A startup in Silicon Valley came to me with an interesting balance of 2 personas spread across web, mobile, tablet as well as their IOT Pods called Zen Spaces. The concept was that providers can host pods on their premise while guests can book from mobile or web and enter the pods using the attached tablet. But was this all working in practice?
The MVP created on mobile, web and tablet were technically offering all the basic features each persona needed to book. Despite that, the technology wasn't being used unless users were hand-held and set-up for each pod was a company-wide effort each and every conference.
Flying out to a conference to observe users interact with the software was the first step in assessing where exactly the problems were. The challenge would be the sales team, whom had the opposing goal. While they aimed to give a white-glove experience with hopes of a sale, I let people on cellphones carrying laptops try to schedule a meeting they were late for through an experience they only just realized even existed. But, evil in the name of clean data, no? 😈
Any individual that engages with the pod without prompt
Light and casual to create natural reactions & blend into conference presentation. Yield to sales team to accommodate sales efforts
I'd have the personas development organically by only studying those who genuinely attempted to enter pod for a meeting without prompt.
With the least amount of interference possible, I observe and take note of user attempting to book meeting through attached tablet application or mobile app.
Once user couldn't go any further, I'd interject and assist in booking or entering pod. Once in, I'd get them comfortable and talking about their experience with the goal of filling in any gaps I had in their study.
Inspite of the challenges, we took away solid statistical data.

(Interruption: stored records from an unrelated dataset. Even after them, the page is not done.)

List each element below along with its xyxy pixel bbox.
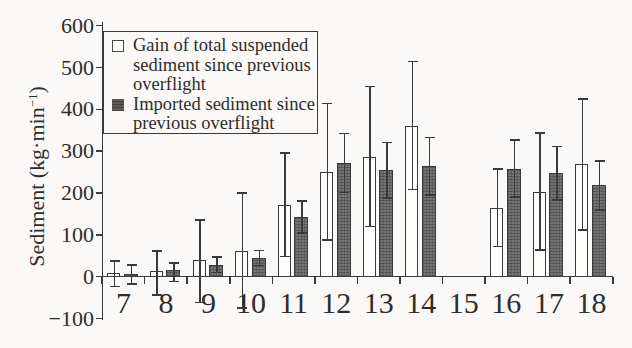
y-tick (96, 25, 103, 27)
legend-item-imported: Imported sediment since previous overfli… (112, 95, 317, 134)
y-tick-label: 100 (30, 222, 94, 248)
errorbar-cap-bottom-gain-7 (110, 286, 120, 288)
errorbar-imported-18 (599, 161, 601, 210)
x-tick-label: 13 (357, 287, 401, 319)
x-tick (314, 277, 316, 285)
x-tick-label: 10 (229, 287, 273, 319)
errorbar-cap-top-gain-10 (237, 192, 247, 194)
errorbar-gain-17 (539, 133, 541, 250)
errorbar-imported-14 (429, 137, 431, 195)
errorbar-cap-bottom-imported-16 (510, 196, 520, 198)
legend-imported-line-1: Imported sediment since (133, 95, 315, 115)
errorbar-cap-top-imported-16 (510, 139, 520, 141)
errorbar-imported-9 (216, 257, 218, 272)
errorbar-cap-top-gain-14 (408, 61, 418, 63)
y-tick (96, 234, 103, 236)
x-tick-label: 18 (569, 287, 613, 319)
x-tick-label: 14 (399, 287, 443, 319)
errorbar-cap-bottom-gain-18 (578, 229, 588, 231)
y-tick-label: 400 (30, 96, 94, 122)
legend-gain-line-3: overflight (133, 75, 311, 95)
x-tick (101, 277, 103, 285)
errorbar-gain-12 (327, 104, 329, 240)
y-tick-label: 300 (30, 138, 94, 164)
x-tick (229, 277, 231, 285)
x-tick-label: 9 (187, 287, 231, 319)
errorbar-cap-bottom-imported-13 (382, 197, 392, 199)
errorbar-cap-bottom-gain-11 (280, 256, 290, 258)
x-tick-label: 16 (484, 287, 528, 319)
errorbar-cap-top-gain-16 (493, 168, 503, 170)
x-tick-label: 17 (527, 287, 571, 319)
y-axis-title-close: ) (24, 86, 49, 93)
errorbar-imported-11 (301, 201, 303, 233)
errorbar-cap-top-gain-17 (535, 132, 545, 134)
errorbar-cap-top-gain-11 (280, 152, 290, 154)
errorbar-cap-top-gain-18 (578, 98, 588, 100)
errorbar-cap-bottom-imported-17 (552, 199, 562, 201)
x-tick-label: 8 (144, 287, 188, 319)
y-tick-label: 600 (30, 13, 94, 39)
errorbar-gain-14 (412, 62, 414, 190)
errorbar-cap-bottom-imported-18 (595, 209, 605, 211)
x-tick (527, 277, 529, 285)
errorbar-cap-top-gain-7 (110, 260, 120, 262)
errorbar-cap-top-imported-12 (339, 133, 349, 135)
x-tick (186, 277, 188, 285)
errorbar-cap-bottom-imported-11 (297, 232, 307, 234)
x-tick-label: 15 (442, 287, 486, 319)
y-tick (96, 192, 103, 194)
errorbar-cap-top-imported-10 (254, 250, 264, 252)
errorbar-imported-10 (259, 250, 261, 265)
errorbar-cap-bottom-gain-13 (365, 226, 375, 228)
errorbar-cap-top-imported-9 (212, 256, 222, 258)
errorbar-cap-bottom-gain-12 (322, 239, 332, 241)
errorbar-gain-18 (582, 99, 584, 230)
x-tick (399, 277, 401, 285)
legend: Gain of total suspended sediment since p… (103, 31, 318, 134)
legend-item-gain: Gain of total suspended sediment since p… (112, 36, 317, 95)
errorbar-cap-bottom-gain-14 (408, 189, 418, 191)
errorbar-cap-top-imported-11 (297, 200, 307, 202)
errorbar-cap-top-imported-18 (595, 160, 605, 162)
errorbar-cap-top-gain-13 (365, 86, 375, 88)
x-tick-label: 12 (314, 287, 358, 319)
y-tick-label: −100 (30, 306, 94, 332)
errorbar-cap-bottom-gain-9 (195, 302, 205, 304)
errorbar-cap-bottom-gain-8 (152, 294, 162, 296)
x-tick (357, 277, 359, 285)
y-tick-label: 0 (30, 264, 94, 290)
errorbar-cap-bottom-imported-12 (339, 192, 349, 194)
legend-gain-line-2: sediment since previous (133, 56, 311, 76)
x-tick (484, 277, 486, 285)
errorbar-gain-9 (199, 220, 201, 302)
x-tick (569, 277, 571, 285)
errorbar-gain-16 (497, 169, 499, 246)
x-tick (612, 277, 614, 285)
errorbar-imported-16 (514, 140, 516, 197)
errorbar-cap-bottom-imported-7 (127, 283, 137, 285)
x-tick (442, 277, 444, 285)
y-tick (96, 109, 103, 111)
errorbar-cap-bottom-imported-9 (212, 272, 222, 274)
errorbar-cap-bottom-gain-10 (237, 307, 247, 309)
y-tick-label: 200 (30, 180, 94, 206)
x-tick-label: 7 (101, 287, 145, 319)
errorbar-cap-top-imported-13 (382, 142, 392, 144)
errorbar-cap-bottom-imported-14 (425, 194, 435, 196)
errorbar-imported-17 (556, 147, 558, 201)
legend-label-gain: Gain of total suspended sediment since p… (133, 36, 311, 95)
errorbar-cap-top-imported-8 (169, 262, 179, 264)
filled-square-icon (112, 99, 124, 111)
legend-imported-line-2: previous overflight (133, 114, 315, 134)
x-tick (272, 277, 274, 285)
y-tick (96, 150, 103, 152)
x-tick (144, 277, 146, 285)
x-tick-label: 11 (272, 287, 316, 319)
errorbar-cap-bottom-gain-16 (493, 246, 503, 248)
errorbar-cap-top-imported-7 (127, 264, 137, 266)
errorbar-cap-bottom-gain-17 (535, 249, 545, 251)
y-tick-label: 500 (30, 55, 94, 81)
open-square-icon (112, 40, 124, 52)
errorbar-cap-top-gain-8 (152, 250, 162, 252)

There were a few clear take-aways.
Because business strategy mainly focused around conferences in the near future, the tablet experience became the top priority to improve. I needed to create new wireframes for stakeholders and team to review and discuss.
Stakeholder requested clearer indications of the status of the pod. He and I came up with four states, each smart enough to give proper CTA, allowing users to easily kick-off next steps.
Every input from a user requires equal reward. Removing the heavy-handed email input as our second screen, we made the email input optional as a method the user can send themselves their access code after they've successfully booked a pod.
Today you can only book the pod associated to tablet. To accommodate multiple pods at future conferences, I'm also thinking through a kiosk solution where users can book any pod through one tablet application.
Basic back, close & cancel options were added where applicable. In addition, if user enters an incorrect access code into a pod's tablet, the new experience now offers a graceful recovery email with access code.